Developing on the themes of the project, I am developing grant applications further investigating issues of vocational training, and the significance of forms of intangible heritage to tackle sustainable development goals.
> Societal and policy relevance
The project highlights how everyday forms of teaching in craft contexts can inform broader understandings of vocational learning, by making visible the pedagogical forms that are developed by craft experts, and for use as part of specific practices. Insights can be used in more formalised educational settings to recognise the unique educational contributions of professionals who might not have trained as educators.
It contributes to European and international debates on the role of heritage in sustainable development, offering concrete insights into how craft knowledge can be leveraged in efforts of sustainable development.

> Progress beyond the state of the art includes:
- A theoretical rethinking of the relationship between craft expertise and craft education, by revisiting the key concept of education of attention, and developing the new concept of artisan pedagogies.
- The development of a methodology at the cross-roads of anthropology and interaction analysis, involving a new approach to the use of video and focus on interactions in research on craft apprenticeship.
- Contributions to the field of interaction analysis, by proposing how such analysis can incorporate insights from an approach to embodied and situate forms of learning.

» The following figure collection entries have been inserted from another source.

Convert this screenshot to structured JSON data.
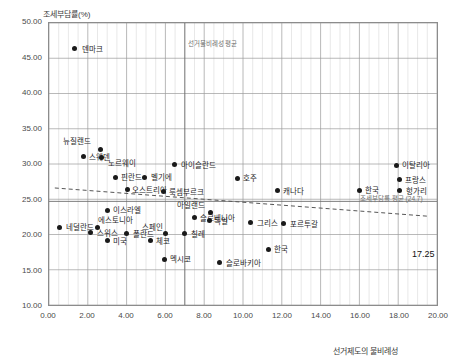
{
  "chart_data": {
    "type": "scatter",
    "title": "",
    "ylabel": "조세부담률(%)",
    "xlabel": "선거제도의 불비례성",
    "xlim": [
      0.0,
      20.0
    ],
    "ylim": [
      10.0,
      50.0
    ],
    "xticks": [
      "0.00",
      "2.00",
      "4.00",
      "6.00",
      "8.00",
      "10.00",
      "12.00",
      "14.00",
      "16.00",
      "18.00",
      "20.00"
    ],
    "yticks": [
      "10.00",
      "15.00",
      "20.00",
      "25.00",
      "30.00",
      "35.00",
      "40.00",
      "45.00",
      "50.00"
    ],
    "grid": true,
    "legend": "none",
    "points": [
      {
        "label": "덴마크",
        "x": 1.35,
        "y": 46.2,
        "lx": 8,
        "ly": -3
      },
      {
        "label": "뉴질랜드",
        "x": 2.7,
        "y": 32.1,
        "lx": -10,
        "ly": -11
      },
      {
        "label": "스웨덴",
        "x": 1.8,
        "y": 31.0,
        "lx": 6,
        "ly": -3
      },
      {
        "label": "노르웨이",
        "x": 2.75,
        "y": 30.9,
        "lx": 6,
        "ly": 2
      },
      {
        "label": "핀란드",
        "x": 3.45,
        "y": 28.1,
        "lx": 6,
        "ly": -3
      },
      {
        "label": "벨기에",
        "x": 4.95,
        "y": 28.1,
        "lx": 6,
        "ly": -3
      },
      {
        "label": "아이슬란드",
        "x": 6.5,
        "y": 29.9,
        "lx": 6,
        "ly": -3
      },
      {
        "label": "오스트리아",
        "x": 4.1,
        "y": 26.4,
        "lx": 4,
        "ly": -3
      },
      {
        "label": "룩셈부르크",
        "x": 5.9,
        "y": 26.1,
        "lx": 6,
        "ly": -3
      },
      {
        "label": "호주",
        "x": 9.7,
        "y": 28.0,
        "lx": 6,
        "ly": -3
      },
      {
        "label": "캐나다",
        "x": 11.75,
        "y": 26.2,
        "lx": 6,
        "ly": -3
      },
      {
        "label": "한국",
        "x": 15.95,
        "y": 26.3,
        "lx": 6,
        "ly": -3
      },
      {
        "label": "이탈리아",
        "x": 17.85,
        "y": 29.8,
        "lx": 6,
        "ly": -3
      },
      {
        "label": "프랑스",
        "x": 18.0,
        "y": 27.8,
        "lx": 6,
        "ly": -3
      },
      {
        "label": "헝가리",
        "x": 18.05,
        "y": 26.2,
        "lx": 6,
        "ly": -3
      },
      {
        "label": "이스라엘",
        "x": 3.05,
        "y": 23.5,
        "lx": 6,
        "ly": -3
      },
      {
        "label": "아일랜드",
        "x": 8.35,
        "y": 23.2,
        "lx": -6,
        "ly": -10
      },
      {
        "label": "슬로베니아",
        "x": 7.5,
        "y": 22.4,
        "lx": 6,
        "ly": -3
      },
      {
        "label": "독일",
        "x": 8.3,
        "y": 22.0,
        "lx": 4,
        "ly": -3
      },
      {
        "label": "그리스",
        "x": 10.4,
        "y": 21.7,
        "lx": 6,
        "ly": -3
      },
      {
        "label": "포르투갈",
        "x": 12.1,
        "y": 21.6,
        "lx": 6,
        "ly": -3
      },
      {
        "label": "네덜란드",
        "x": 0.6,
        "y": 21.1,
        "lx": 6,
        "ly": -3
      },
      {
        "label": "에스토니아",
        "x": 2.55,
        "y": 21.1,
        "lx": 0,
        "ly": -10
      },
      {
        "label": "스위스",
        "x": 2.2,
        "y": 20.3,
        "lx": 6,
        "ly": -3
      },
      {
        "label": "폴란드",
        "x": 4.05,
        "y": 20.2,
        "lx": 6,
        "ly": -3
      },
      {
        "label": "스페인",
        "x": 6.05,
        "y": 20.2,
        "lx": -3,
        "ly": -10
      },
      {
        "label": "칠레",
        "x": 7.0,
        "y": 20.2,
        "lx": 6,
        "ly": -3
      },
      {
        "label": "미국",
        "x": 3.05,
        "y": 19.2,
        "lx": 6,
        "ly": -3
      },
      {
        "label": "체코",
        "x": 5.25,
        "y": 19.2,
        "lx": 6,
        "ly": -3
      },
      {
        "label": "한국",
        "x": 11.3,
        "y": 18.0,
        "lx": 6,
        "ly": -3
      },
      {
        "label": "멕시코",
        "x": 5.95,
        "y": 16.6,
        "lx": 6,
        "ly": -3
      },
      {
        "label": "슬로바키아",
        "x": 8.8,
        "y": 16.1,
        "lx": 6,
        "ly": -3
      }
    ],
    "reference_lines": {
      "x_mean": {
        "value": 7.0,
        "label": "선거불비례성 평균"
      },
      "y_mean": {
        "value": 24.7,
        "label": "조세부담률 평균 (24.7)"
      }
    },
    "trend_line": {
      "x_start": 0.3,
      "y_start": 26.6,
      "x_end": 19.5,
      "y_end": 22.6
    },
    "callout": {
      "text": "17.25",
      "x": 20.0,
      "y": 17.25
    }
  }
}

> Expected and achieved results:
- Publications in leading journals (published and forthcoming), on issues of intangible heritage, vocational education, and the craft of dry stone walling as practised in Switzerland.
- Development of a monograph (Craft Alterings, under contract with Routledge), developing the project’s main insights into a novel anthropological theory of craft practice
- Grant proposals including in interdisciplinary partnerships with scholars from anthropology, the craft sciences, education sciences, and heritage studies.

> Wider impact of the research
The project has potential to influence how institutions – such as professional craft associations, heritage bodies, and adult education networks – conceptualise and recognise the educational role of experts.
The findings can lead to the development of new applied research on vocational education, addressing the specific pedagogical expertise of professionals, leading to possible contributions to policy development in vocational training.
More broadly, the project contributes to the societal goal of recognising and sustaining diverse forms of knowledge, including practices that have been marginalised by modern technologies or from formal educational settings.